By Sofia Menchu

GUATEMALA CITY, Guatemala, Weds. Nov 11, 2020 (Reuters) – Guatemala has ended rescue operations in a storm-lashed village where scores of people likely died last week in a huge landslide as the country’s national disaster agency said the village is no longer habitable and will be abandoned.

Tropical Storm Eta’s torrential downpours toppled trees, engorged swift-moving rivers, and ripped down parts of a mountainside above the village of Queja in the central Guatemalan region of Alta Verapaz last week.

Ovidio Choc, mayor of San Cristobal Verapaz, the municipality Queja belongs to, said the area would likely be declared a cemetery, and the bodies there not recovered.

“Communities can’t return because the place is not habitable,” Choc said.

Earlier in the day, disaster agency CONRED’s spokesman David de Leon said the search for bodies had been suspended because of dangerous soil conditions for excavation teams. The area has suffered several landslides since the disaster on Thursday.

While President Alejandro Giammattei initially indicated up to 150 people could have been buried in the Queja landslide, CONRED’s own figures show eight confirmed deaths in Queja and another 88 missing people in the village.

Alberto Ical, a community leader in Queja, some 200 km north of the capital, said the villagers want to continue with the search as the local custom is to observe the bodies of the dead family members before burying them.

“What we want is to continue searching and be able to locate everyone, although we know that it will not be possible,” he added.

Nationally, the confirmed death toll from Eta stood at 44 and there were 99 missing people across Guatemala, according to CONRED figures.

The devastating weather front caused by Eta was one of the worst storms to hit Central America in years, spreading destruction from Panama to Costa Rica, Nicaragua, Honduras and Mexico.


To do:
When you reach the line that contains "This screenshot has height=528, width=1084.", give it back exactly along with each line after it to the end of the entries; skip any pictures.

Top of Task input

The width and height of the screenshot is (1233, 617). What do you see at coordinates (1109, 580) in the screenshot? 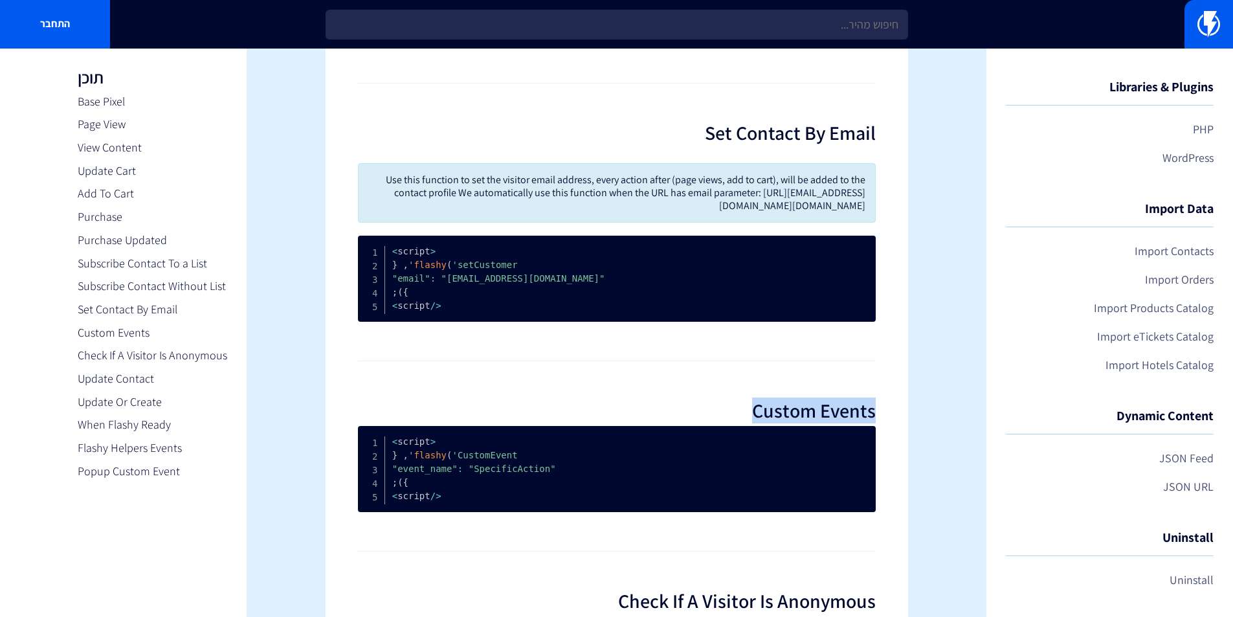
I see `a: Uninstall` at bounding box center [1109, 580].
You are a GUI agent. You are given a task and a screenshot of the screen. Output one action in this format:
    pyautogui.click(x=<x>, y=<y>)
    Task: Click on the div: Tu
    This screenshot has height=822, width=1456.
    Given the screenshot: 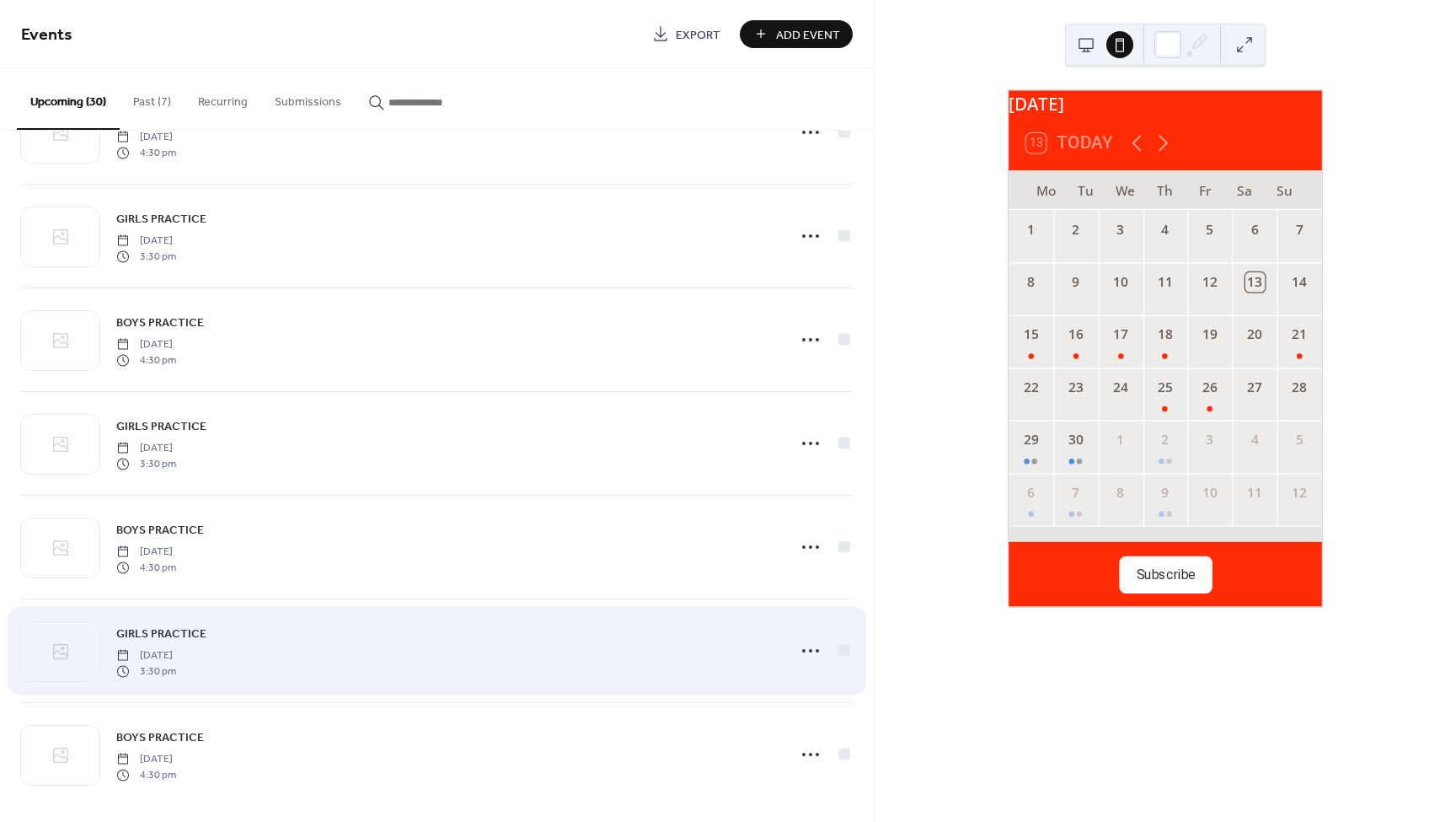 What is the action you would take?
    pyautogui.click(x=1085, y=189)
    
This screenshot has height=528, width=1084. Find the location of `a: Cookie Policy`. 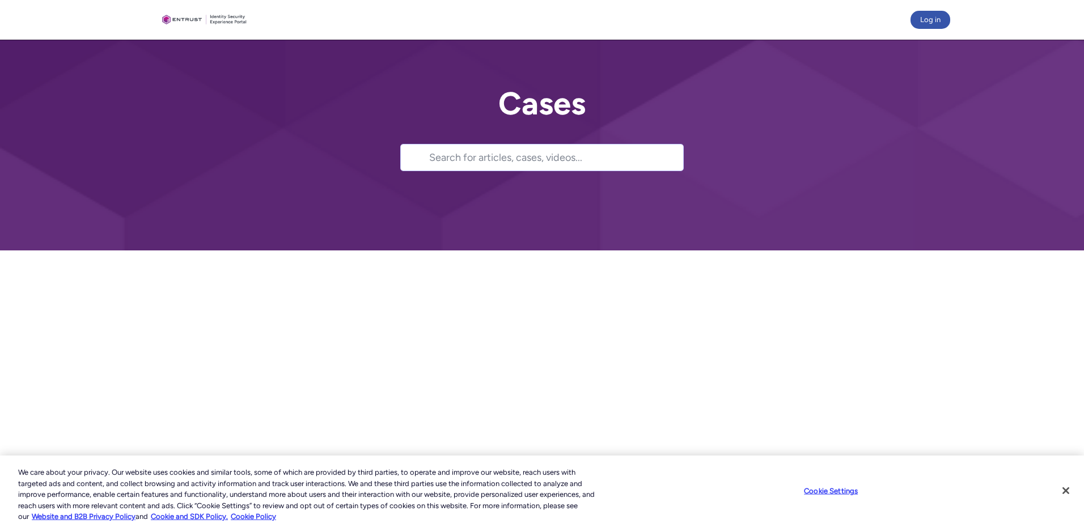

a: Cookie Policy is located at coordinates (253, 517).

Bottom of Task input

Output of the task:
This screenshot has height=528, width=1084. Find the location of `a: Cookie Policy`. 

a: Cookie Policy is located at coordinates (253, 517).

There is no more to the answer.